Friday, October 17, 2014

Solid Water

Photo of Hawaiian waves (c) by Clark Little .
In the ancient world, certain natural materials commanded a premium and rock crystal was among the most coveted. Large completely transparent crystals of quartz were found in caves and glacial moraines and craftsmen managed to work them into exquisite cups, vessels and ceremonial objects. By the time the Renaissance arrived, the demand for rock crystal drove much of the innovation in glassmaking. Indeed, clear glass was very much sought after and thought of as an artificially produced form of rock crystal.

A standard line in the historical narrative tells that the ancient Greeks believed that rock crystal was a form of solidified water, the word “krystallos” meaning ice. Enough written material survives from the likes of Herodotus, Pliny, Seneca and Saint Jerome to know for certain that one version or another of this idea has been around for a few thousand years. It is a line that usually gets attention for all the wrong reasons; when stated so glibly, it does not throw any light on ancient culture or our connection to it and worse, it plays into the fiction that we are somehow very much more astute than our relatives of 150 generations ago, that our progenitors were quaintly uninformed. 

Instead, think of “solidified water” as part of a working model of the world. It was consistent with the prevailing conception of nature in the same way that, for modern physicists, eleven-dimensional string theory serves; it seems to be correct, to the best of our knowledge, but the chances are good that there is more to the story yet to figure out. Like string theory, solid water is not a concept that would have a strong bearing on the daily lives of most people. For specialized artisans, it did make good sense; to thinking of rock crystal in this way would be a reminder that if treated too roughly, the material would shatter into pieces as if it were ice.

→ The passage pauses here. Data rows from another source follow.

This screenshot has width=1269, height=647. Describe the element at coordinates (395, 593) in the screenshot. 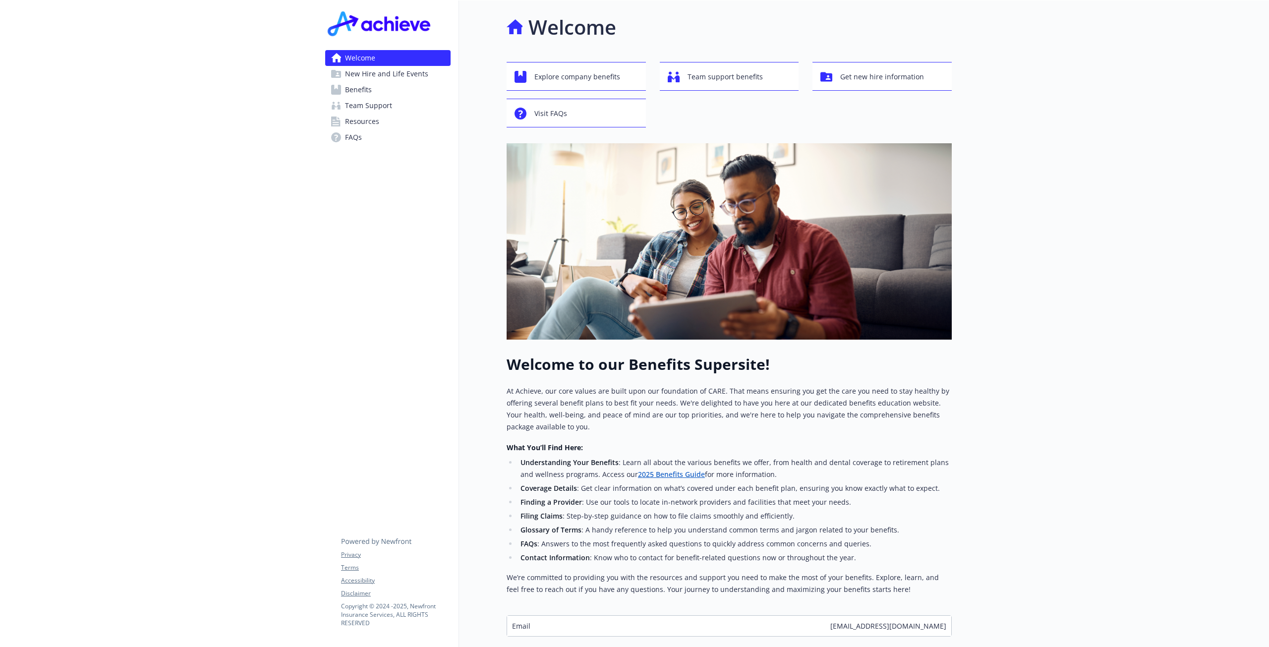

I see `a: Disclaimer` at that location.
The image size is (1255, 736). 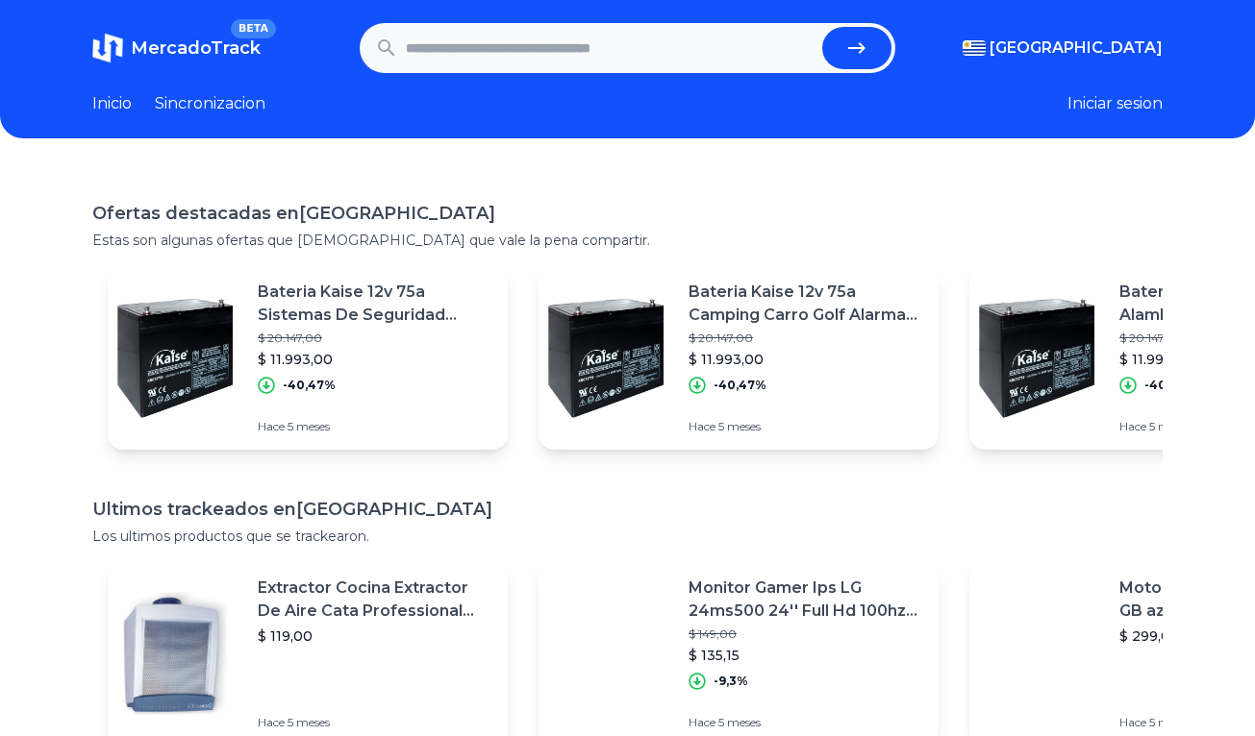 I want to click on p: Los ultimos productos que se trackearon., so click(x=627, y=536).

In the fifteenth century, the Venetian island of Murano became the center of the universe for glassmakers, and it stayed that way for the next four centuries. Of all the many forms that glass can take, the one that made Murano most famous was cristallo; named after the mineral it so closely imitates. The genius of cristallo was in bringing together diverse techniques and ingredients to form a product that was clear like water, yet could be worked thinner and in more complex designs than was possible with carved rock crystal.

 The hallmark of cristallo was the specific use of Levantine soda ash and white quartz river stones (tarso) as opposed to sand and it became the pinnacle of the glassmaker’s art. For the first time, artisans combine best practices with premium raw material sources, the extra purification steps, the careful avoidance of iron contamination, the hot glass washing process, the clean burning hardwood fire and the manganese color correction. In Venetian furnaces, even the clay for the crucibles was a special product imported from Constantinople, which did not contaminate the melt.

In 1450 the Christian world was dealt a severe blow by the Byzantine Empire’s fall to the Ottomans and with it went the Venetian’s major trading partners. That same year, the Murano glassmaker Angelo Barovier is given credit for the development of cristallo. He was the man responsible for bringing together the ultimate refinements that elevated glass to a new level of perfection and created a national product for Venice when they sorely needed it. These techniques and materials were all available and utilized by glassmakers individually at least fifty years earlier, but not together in a single product. Barovier had attended lectures by noted alchemist Paola de Pergola, at the School of Rialto. This indicates that he was thinking along the lines of a chemist in putting together a repeatable regimen for an exceptionally clear, bright, workable product. Barovier’s innovation would become a tradition that was carried on by countless glassmakers and ultimately by our Florentine priest Neri more than a century and a half later.

In seventeenth century Florence, Grand Duke Cosimo I de' Medici negotiated for Venetian masters to teach and practice their coveted techniques in Tuscany. Royal architect and polymath Bernardo Buontalenti was credited with the development of an artificial rock crystal, Tuscany’s own version of cristallo. It is an open question whether we see his hand in Neri’s recipe number seventy-six in which actual precious rock crystal is crushed and used as raw material for glass. In any case, Buontalenti’s continued presence at the Casino must have been an influential experience for his former pupil Don Antonio de' Medici, Neri’s sponsor. Our glassmaking priest was impressed enough with this technique to use rock crystal as the basis for his artificial gems. In turn, Neri’s chapter on artificial gems received the most attention, by far, of any other single subject in his groundbreaking book on glassmaking, L’Arte Vetraria. His work on this subject took on a life of its own and was the subject of plagiarism and unattributed derivative works well into the nineteenth century. An argument can be made that his lead glass based gems fueled the revolution pioneered by English glassmaker George Ravenscroft in what has become the current pinnacle of clear glass: lead crystal.